Using NaN in C++?

Josh Kelley picture Josh Kelley · Oct 24, 2008 · Viewed 33.5k times · Source

What's the best way to use NaNs in C++?

I found std::numeric_limits<double>::quiet_NaN() and std::numeric_limits<double>::signaling_NaN(). I'd like to use signaling_NaN to represent an uninitialized variable as follows:

double diameter = std::numeric_limits<double>::signaling_NaN();

This, however, signals (raises an exception) on assignment. I want it to raise an exception on use, not on assignment.

Is there any way to use signaling_NaN without raising an exception on assignment? Is there a good, portable alternative to signaling_NaN that will raise a floating point exception when used?

Answer

Josh Kelley picture Josh Kelley · Nov 11, 2008

After looking into this some more, it looks like signaling_NaN is useless as provided. If floating point exceptions are enabled, then calling it counts as processing a signaling NaN, so it immediately raises an exception. If floating point exceptions are disabled, then processing a signaling NaN automatically demotes it to a quiet NaN, so signaling_NaN doesn't work either way.

Menkboy's code works, but trying to use signaling NaNs runs into other problems: there's no portable way to enable or disable floating point exceptions (as alluded to here and here), and if you're relying on exceptions being enabled, third party code may disable them (as described here).

So it seems like Motti's solution is really the best choice.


Find the string "this" in the records. Copy every line it appears in.

☆ ☆ ☆ ☆ ☆

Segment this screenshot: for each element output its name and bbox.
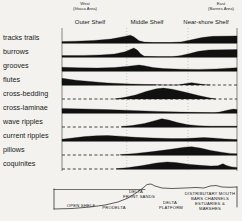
zone-header-nearshore-shelf: Near-shore Shelf xyxy=(183,19,229,25)
cross-section-label: FRONT SANDS xyxy=(123,194,155,199)
row-label-burrows: burrows xyxy=(3,47,29,56)
row-label-flutes: flutes xyxy=(3,75,21,84)
abundance-rows xyxy=(62,35,237,169)
zone-header-middle-shelf: Middle Shelf xyxy=(130,19,163,25)
abundance-envelope xyxy=(115,88,217,99)
abundance-envelope xyxy=(120,147,237,155)
abundance-envelope xyxy=(116,162,237,169)
figure-sedimentary-structures-shelf: West (Ithaca Area) East (Barnes Area) Ou… xyxy=(0,0,242,221)
row-label-current-ripples: current ripples xyxy=(3,131,49,140)
row-label-grooves: grooves xyxy=(3,61,29,70)
abundance-envelope xyxy=(122,119,238,127)
row-label-cross-bedding: cross-bedding xyxy=(3,89,48,98)
west-area-label: (Ithaca Area) xyxy=(73,6,98,11)
zone-header-outer-shelf: Outer Shelf xyxy=(75,19,106,25)
row-label-tracks-trails: tracks trails xyxy=(3,33,40,42)
abundance-envelope xyxy=(62,65,237,71)
cross-section-label: PRODELTA xyxy=(102,205,126,210)
row-label-wave-ripples: wave ripples xyxy=(2,117,43,126)
figure-canvas: West (Ithaca Area) East (Barnes Area) Ou… xyxy=(0,0,242,221)
cross-section-label: PLATFORM xyxy=(159,205,183,210)
abundance-envelope xyxy=(62,108,237,113)
cross-section-label: MARSHES xyxy=(199,206,221,211)
zone-guides xyxy=(62,28,237,171)
east-area-label: (Barnes Area) xyxy=(208,6,234,11)
row-label-coquinites: coquinites xyxy=(3,159,36,168)
abundance-envelope xyxy=(62,78,211,85)
row-label-cross-laminae: cross-laminae xyxy=(3,103,48,112)
row-label-pillows: pillows xyxy=(3,145,25,154)
cross-section-label: OPEN SHELF xyxy=(67,203,96,208)
abundance-envelope xyxy=(62,35,237,43)
abundance-envelope xyxy=(62,48,237,57)
cross-section-labels: OPEN SHELFPRODELTADELTAFRONT SANDSDELTAP… xyxy=(67,189,235,211)
abundance-envelope xyxy=(62,136,237,142)
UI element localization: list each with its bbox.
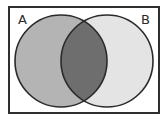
venn-diagram-svg: A B: [0, 0, 166, 120]
venn-diagram: A B: [0, 0, 166, 120]
set-b-label: B: [141, 12, 150, 27]
set-a-label: A: [18, 12, 27, 27]
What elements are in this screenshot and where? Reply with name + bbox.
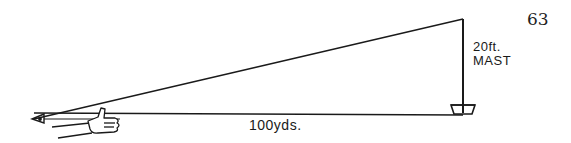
sight-line-masthead [34, 19, 463, 119]
page-number: 63 [527, 9, 549, 29]
mast-label: 20ft. MAST [473, 40, 511, 68]
mast-name-label: MAST [473, 54, 511, 68]
distance-label: 100yds. [249, 117, 302, 133]
mast-height-label: 20ft. [473, 40, 511, 54]
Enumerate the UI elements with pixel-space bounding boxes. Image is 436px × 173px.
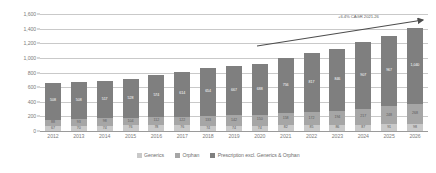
bar-segment-prescription[interactable]: 907 bbox=[355, 42, 371, 108]
bar-segment-generics[interactable]: 98 bbox=[407, 124, 423, 131]
bar-segment-prescription[interactable]: 508 bbox=[45, 83, 61, 120]
bar-segment-orphan[interactable]: 217 bbox=[355, 109, 371, 125]
x-axis-tick-label-2014: 2014 bbox=[92, 133, 118, 145]
bar-segment-orphan[interactable]: 104 bbox=[123, 118, 139, 126]
bar-value-label: 172 bbox=[309, 117, 315, 121]
bar-value-label: 574 bbox=[153, 94, 159, 98]
bar-segment-generics[interactable]: 74 bbox=[97, 126, 113, 131]
bar-segment-orphan[interactable]: 133 bbox=[200, 116, 216, 126]
x-axis-tick-label-2021: 2021 bbox=[273, 133, 299, 145]
bar-segment-generics[interactable]: 82 bbox=[278, 125, 294, 131]
bar-value-label: 86 bbox=[335, 126, 339, 130]
bar-column-2018[interactable]: 65413374 bbox=[195, 14, 221, 131]
stacked-bar[interactable]: 84619486 bbox=[329, 49, 345, 131]
bar-segment-prescription[interactable]: 654 bbox=[200, 68, 216, 116]
stacked-bar[interactable]: 96724891 bbox=[381, 36, 397, 131]
bar-segment-prescription[interactable]: 528 bbox=[123, 79, 139, 118]
legend-item[interactable]: Generics bbox=[137, 152, 164, 158]
legend-item[interactable]: Orphan bbox=[175, 152, 199, 158]
bar-segment-generics[interactable]: 76 bbox=[174, 125, 190, 131]
bar-segment-generics[interactable]: 76 bbox=[123, 125, 139, 131]
bar-segment-generics[interactable]: 70 bbox=[71, 126, 87, 131]
bar-segment-orphan[interactable]: 248 bbox=[381, 106, 397, 124]
bar-value-label: 667 bbox=[231, 89, 237, 93]
bar-value-label: 98 bbox=[413, 126, 417, 130]
stacked-bar[interactable]: 75615882 bbox=[278, 58, 294, 131]
bar-value-label: 85 bbox=[310, 126, 314, 130]
bar-value-label: 93 bbox=[77, 121, 81, 125]
stacked-bar[interactable]: 5089370 bbox=[71, 82, 87, 131]
stacked-bar[interactable]: 81717285 bbox=[304, 53, 320, 132]
stacked-bar[interactable]: 65413374 bbox=[200, 68, 216, 131]
bar-value-label: 150 bbox=[257, 118, 263, 122]
x-axis-tick-label-2022: 2022 bbox=[299, 133, 325, 145]
bar-segment-orphan[interactable]: 150 bbox=[252, 115, 268, 126]
x-axis-tick-label-2020: 2020 bbox=[247, 133, 273, 145]
x-axis-tick-label-2018: 2018 bbox=[195, 133, 221, 145]
bar-segment-prescription[interactable]: 846 bbox=[329, 49, 345, 111]
bar-segment-generics[interactable]: 86 bbox=[329, 125, 345, 131]
stacked-bar[interactable]: 90721787 bbox=[355, 42, 371, 131]
bar-segment-generics[interactable]: 74 bbox=[200, 126, 216, 131]
stacked-bar[interactable]: 52810476 bbox=[123, 79, 139, 131]
stacked-bar[interactable]: 5088867 bbox=[45, 83, 61, 131]
bar-column-2016[interactable]: 57411278 bbox=[143, 14, 169, 131]
y-axis-tick-label: 1,200 bbox=[24, 40, 36, 46]
bar-segment-orphan[interactable]: 142 bbox=[226, 115, 242, 125]
bar-segment-generics[interactable]: 91 bbox=[381, 124, 397, 131]
bar-segment-orphan[interactable]: 98 bbox=[97, 118, 113, 125]
bar-column-2013[interactable]: 5089370 bbox=[66, 14, 92, 131]
bar-value-label: 74 bbox=[206, 127, 210, 131]
bar-segment-generics[interactable]: 67 bbox=[45, 126, 61, 131]
bar-segment-orphan[interactable]: 172 bbox=[304, 112, 320, 125]
x-axis-tick-label-2024: 2024 bbox=[350, 133, 376, 145]
y-axis-tick-label: 0 bbox=[33, 128, 36, 134]
bar-segment-generics[interactable]: 78 bbox=[148, 125, 164, 131]
bar-segment-orphan[interactable]: 122 bbox=[174, 117, 190, 126]
bar-segment-orphan[interactable]: 158 bbox=[278, 113, 294, 125]
stacked-bar[interactable]: 5179874 bbox=[97, 81, 113, 131]
bar-segment-prescription[interactable]: 688 bbox=[252, 64, 268, 114]
bar-segment-orphan[interactable]: 194 bbox=[329, 111, 345, 125]
bar-segment-orphan[interactable]: 268 bbox=[407, 104, 423, 124]
stacked-bar[interactable]: 61412276 bbox=[174, 72, 190, 131]
bar-value-label: 688 bbox=[257, 88, 263, 92]
bar-value-label: 98 bbox=[103, 120, 107, 124]
bar-value-label: 756 bbox=[283, 84, 289, 88]
bar-segment-generics[interactable]: 74 bbox=[226, 126, 242, 131]
bar-segment-orphan[interactable]: 112 bbox=[148, 117, 164, 125]
bar-value-label: 76 bbox=[180, 126, 184, 130]
bar-segment-prescription[interactable]: 667 bbox=[226, 66, 242, 115]
bar-segment-generics[interactable]: 87 bbox=[355, 125, 371, 131]
bar-segment-orphan[interactable]: 93 bbox=[71, 119, 87, 126]
y-axis-tick-label: 600 bbox=[28, 84, 36, 90]
bar-column-2015[interactable]: 52810476 bbox=[118, 14, 144, 131]
legend-item[interactable]: Prescription excl. Generics & Orphan bbox=[210, 152, 299, 158]
legend-swatch-icon bbox=[175, 153, 180, 158]
bar-column-2017[interactable]: 61412276 bbox=[169, 14, 195, 131]
x-axis-tick-label-2019: 2019 bbox=[221, 133, 247, 145]
bar-value-label: 74 bbox=[103, 127, 107, 131]
bar-segment-prescription[interactable]: 614 bbox=[174, 72, 190, 117]
bar-segment-generics[interactable]: 74 bbox=[252, 126, 268, 131]
stacked-bar[interactable]: 68815074 bbox=[252, 64, 268, 131]
bar-value-label: 248 bbox=[386, 114, 392, 118]
bar-segment-prescription[interactable]: 756 bbox=[278, 58, 294, 113]
bar-column-2014[interactable]: 5179874 bbox=[92, 14, 118, 131]
stacked-bar[interactable]: 66714274 bbox=[226, 66, 242, 131]
stacked-bar[interactable]: 57411278 bbox=[148, 75, 164, 131]
bar-value-label: 194 bbox=[334, 116, 340, 120]
y-axis-tick-label: 800 bbox=[28, 70, 36, 76]
bar-column-2019[interactable]: 66714274 bbox=[221, 14, 247, 131]
bar-column-2012[interactable]: 5088867 bbox=[40, 14, 66, 131]
bar-segment-prescription[interactable]: 817 bbox=[304, 53, 320, 113]
bar-segment-prescription[interactable]: 517 bbox=[97, 81, 113, 119]
bar-value-label: 967 bbox=[386, 69, 392, 73]
cagr-annotation-label: +6.4% CAGR 2021-26 bbox=[338, 14, 379, 19]
bar-segment-prescription[interactable]: 574 bbox=[148, 75, 164, 117]
bar-value-label: 846 bbox=[334, 78, 340, 82]
bar-segment-prescription[interactable]: 508 bbox=[71, 82, 87, 119]
bar-segment-generics[interactable]: 85 bbox=[304, 125, 320, 131]
bar-value-label: 82 bbox=[284, 126, 288, 130]
bar-value-label: 1,040 bbox=[411, 64, 420, 68]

☆ ☆ ☆ ☆ ☆

Answer below
Segment this screenshot: for each element output its name and bbox.
What elements are in this screenshot and where? Reply with name + bbox.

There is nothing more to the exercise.